Is a more stressful job worth the extra money?
A £6,000 rise is real money — £295 a month after deductions. Whether it survives the stress, the evenings and the on-call rota is a different calculation — and it deserves the same care as the tax maths. That is what the life axis is for.
The worked example
Same hours, same hybrid setup, same commute. The new role pays £6,000 more — and brings noticeably heavier stress, evenings some weeks, and an occasional on-call rota.
Current — £40,000
stress 4/10 · no evenings · no on-call
Offer — £46,000
same hours, same commute — heavier role
After 2026/27 tax, NI, Plan 2 and pension, the £6,000 pays £3,540 a year — £295 a month. That is the entire money case. Everything else this offer changes lives on the other axis.

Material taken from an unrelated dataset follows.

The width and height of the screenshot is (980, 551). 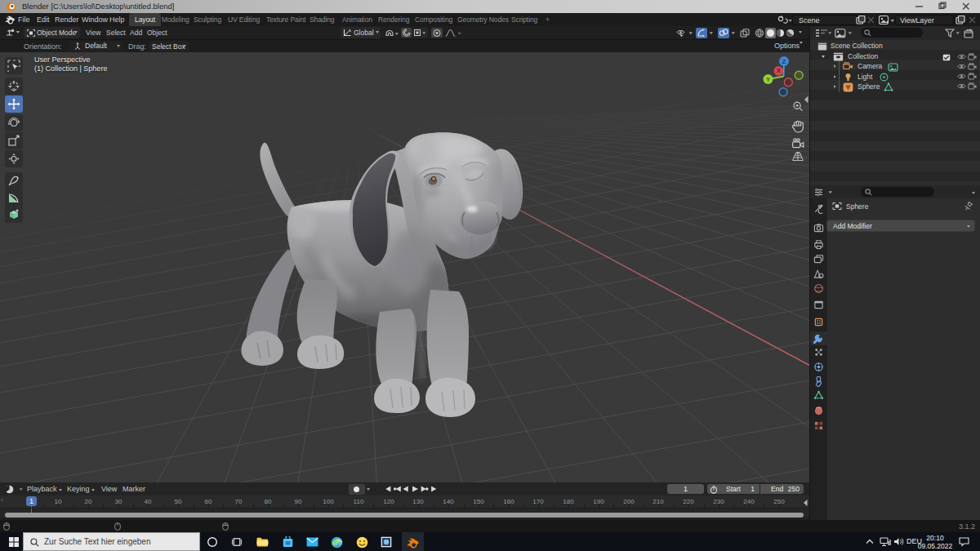 What do you see at coordinates (779, 70) in the screenshot?
I see `svg-text: X` at bounding box center [779, 70].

What the calculator does with the stress
It refuses to hide it inside the money. The stress, evenings and on-call answers combine into a wellbeing rating (8.3 → 5.8 here), and because you have only met this team — not worked with them — the rated drop is discounted to 60% before it scores: claims about a job you have not done yet should not carry full confidence. The result lands on the life axis next to the money axis, and the verdict weighs the two by your own priorities.

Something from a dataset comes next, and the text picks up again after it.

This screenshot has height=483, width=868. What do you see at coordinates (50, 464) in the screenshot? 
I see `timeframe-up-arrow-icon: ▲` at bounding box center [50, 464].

With every priority at its default, this scenario reads money +1.4, life −0.3, verdict +0.55: 'slightly greener — switch' — by a whisker. Tell the calculator wellbeing matters 9/10 to you and the same numbers read 'too close to call'. Neither answer is wrong; they belong to different people. The point is that £6,000 does not settle the question by itself.
When the stressful job is worth it
Three honest cases. If the stress comes with a defined promotion path and real skills growth, the growth component scores it back — rate those honestly and watch the verdict move. If the stress is time-boxed — a known crunch with an exit — judge the year, not the fortnight you saw. And if the money clears your meaningful-rise bar by miles rather than by £3,540, the money axis will say so loudly. What the verdict protects you from is the quiet fourth case: paying three points of wellbeing for one point of money and calling it a no-brainer because the salary is bigger.
Related: what a rise really pays after tax and the same trade, run in reverse.
Run this scenario with your own numbers
The button opens the calculator pre-loaded with this exact worked example — change anything, including the ratings and your priorities, and every figure recomputes live, in your browser. Nothing you type is uploaded.